Hannah accomplished her work on the front in comparatively short order. She finished by massaging Helen’s scalp with an oil treatment, letting her fingers trail away from a few last strands of hair in a motion that made Helen think of her cat giving her a final brush with his tail before walking away. Hannah told Helen to take some time for herself and then quietly left the room.

After the massage she slipped back into her large white robe and went over to the lounge, where she was given a cup of Rooibos tea while she waited for her cosmetic treatment. She was given a facial, a manicure, and a pedicure, and then another facial just around her eyes before leaving four hours after she’d first walked in. It had been a full day.

Comments

  1. Sorry I haven't commented recently, forgot when I had time, and now busy – and tired. Will come back to it soon, though have fogotten the characters.

  2. Is something ever going to happen? Is the writer ever going to feel something? Or the reader?

    I know all this has a moral purpose, but I felt a certain distaste reading about Mike and Helen at the radio station, and then my mind started to wander and I thought about better practical jokes, when a colleague removed all the furniture from the room of a friend who was bringing his girlfriend back, when my boyfriend rang up a restaurant he'd been fired from in the voice of the Japanese manager and told the workers to take all the food out of the fridges.
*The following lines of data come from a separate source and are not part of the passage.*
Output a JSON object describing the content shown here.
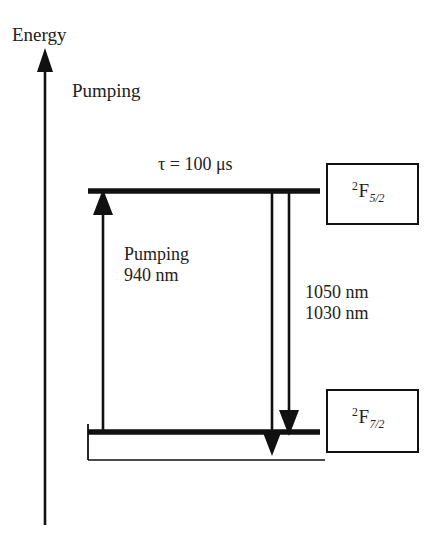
{
  "figure": {
    "type": "energy-level-diagram",
    "title_axis": "Energy",
    "background_color": "#ffffff",
    "line_color": "#111111"
  },
  "axis": {
    "label": "Energy",
    "direction": "up",
    "x": 45,
    "y_top": 55,
    "y_bottom": 525
  },
  "labels": {
    "pumping_top": "Pumping",
    "lifetime": "τ = 100 μs",
    "pump_caption_line1": "Pumping",
    "pump_caption_line2": "940 nm",
    "emission_line1": "1050 nm",
    "emission_line2": "1030 nm"
  },
  "levels": [
    {
      "name": "upper-level",
      "term_superscript": "2",
      "term_symbol": "F",
      "term_subscript": "5/2",
      "y": 191,
      "x_start": 88,
      "x_end": 320
    },
    {
      "name": "lower-level",
      "term_superscript": "2",
      "term_symbol": "F",
      "term_subscript": "7/2",
      "y": 432,
      "x_start": 88,
      "x_end": 320
    }
  ],
  "ground_baseline": {
    "y": 460,
    "x_start": 88,
    "x_end": 325
  },
  "transitions": [
    {
      "name": "pump-arrow",
      "direction": "up",
      "x": 103,
      "y_from": 432,
      "y_to": 193,
      "wavelength": "940 nm",
      "kind": "absorption"
    },
    {
      "name": "emission-arrow-1050",
      "direction": "down",
      "x": 272,
      "y_from": 193,
      "y_to": 452,
      "wavelength": "1050 nm",
      "kind": "emission"
    },
    {
      "name": "emission-arrow-1030",
      "direction": "down",
      "x": 289,
      "y_from": 193,
      "y_to": 434,
      "wavelength": "1030 nm",
      "kind": "emission"
    }
  ]
}
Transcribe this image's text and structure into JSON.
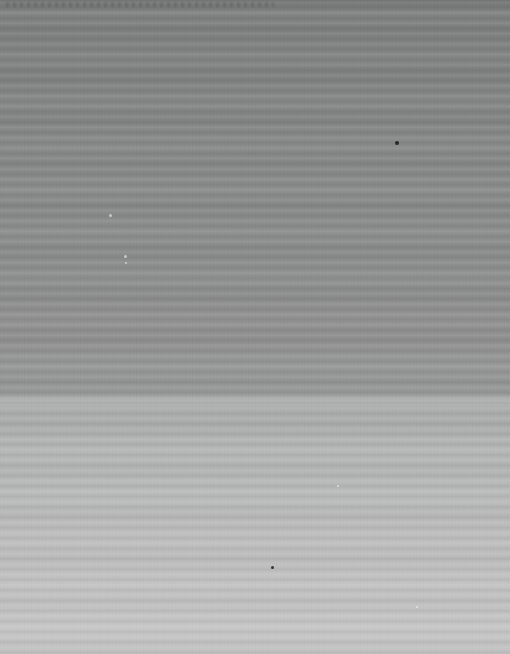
{
  "image": {
    "kind": "degraded-scan",
    "description": "Severely degraded grayscale scan consisting of horizontal scanline striping over a vertical brightness gradient. No legible text, UI chrome, or graphics.",
    "width": 510,
    "height": 654,
    "legible_text": "",
    "orientation": "portrait"
  },
  "stripes": {
    "direction": "horizontal",
    "period_px": 10.4,
    "full_bleed": true,
    "secondary_beat_period_px": 44
  },
  "bands": [
    {
      "name": "top-dark-band",
      "y_start": 0,
      "y_end": 160,
      "color": "#7f8080",
      "label": "darkest upper region"
    },
    {
      "name": "upper-mid-band",
      "y_start": 160,
      "y_end": 250,
      "color": "#878888",
      "label": "upper middle"
    },
    {
      "name": "mid-band",
      "y_start": 250,
      "y_end": 330,
      "color": "#8b8c8c",
      "label": "middle"
    },
    {
      "name": "pre-step-band",
      "y_start": 330,
      "y_end": 398,
      "color": "#949595",
      "label": "gradual brightening"
    },
    {
      "name": "lower-light-band",
      "y_start": 404,
      "y_end": 530,
      "color": "#b5b6b6",
      "label": "light lower region"
    },
    {
      "name": "bottom-band",
      "y_start": 530,
      "y_end": 654,
      "color": "#c4c4c4",
      "label": "lightest bottom region"
    }
  ],
  "transition": {
    "name": "brightness-step",
    "y": 400,
    "from_color": "#989999",
    "to_color": "#a9aaaa",
    "note": "abrupt luminance step from darker upper half to lighter lower half"
  },
  "artifacts": [
    {
      "name": "dark-speck",
      "x": 397,
      "y": 143,
      "size": 4,
      "tone": "dark"
    },
    {
      "name": "light-speck",
      "x": 110,
      "y": 215,
      "size": 3,
      "tone": "light"
    },
    {
      "name": "light-speck",
      "x": 125,
      "y": 256,
      "size": 3,
      "tone": "light"
    },
    {
      "name": "light-speck",
      "x": 126,
      "y": 263,
      "size": 2,
      "tone": "light"
    },
    {
      "name": "dark-speck",
      "x": 272,
      "y": 567,
      "size": 3,
      "tone": "dark"
    },
    {
      "name": "light-speck",
      "x": 338,
      "y": 486,
      "size": 2,
      "tone": "light"
    },
    {
      "name": "light-speck",
      "x": 417,
      "y": 607,
      "size": 2,
      "tone": "light"
    }
  ],
  "palette": {
    "darkest": "#7d7e7e",
    "mid": "#8b8c8c",
    "light": "#b5b6b6",
    "lightest": "#c6c6c6"
  }
}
Later I started thinking about spas, and how my niece's boyfriend paid for her to have a spa for her thirtieth birthday before he dumped her, and how my own boyfriend had said he'd bought me a massage, perhaps for Valentine's Day, but had fortunately spent all his money on lottery tickets.

  3. Quin Finnegan says

    Well, the radio show and the massage just happened. I felt various things while writing it, and feel some of those same things while rereading it, and sometimes new things. Of course I defer to your judgments about your own feelings.

    You're wrong about whether it has a moral purpose, I think, which might be one of the problems with the novel on the whole. I tried to write, as a modern Master once claimed he wrote, with "no moral in tow", but I am not Master and have failed to pull it off.

    Those practical jokes are indeed very good, but unfortunately I didn't think of them while writing this scene. At least they're here in the comments section.

    Isn't that funny? A bad novel whose most redeeming qualities turn out to be the things that other people say about it, and when I'm lucky enough, write about in the comments section. How does that make you feel?

    Back to the first questions – I'd suggest you to just quit reading. I myself have no problem dropping a book that is going badly; just last week I dropped a couple after the first few chapters. What's the point in finishing this if you're not enjoying it? Or maybe you can develop another novel in the comments section, beginning with these practical jokes and your lousy ex-boyfriend. That would really be something!

    Then when people ask how you ever got started, you can point to these comments, and then even Bird's Nest will be somewhat redeemed, a lousy work whose true purpose is fulfilled by serving as the catalyst for yet greater works.

    A happy ending for all concerned.

  4. I was planning to stop reading for a few days anyway because my feelings had been hurt.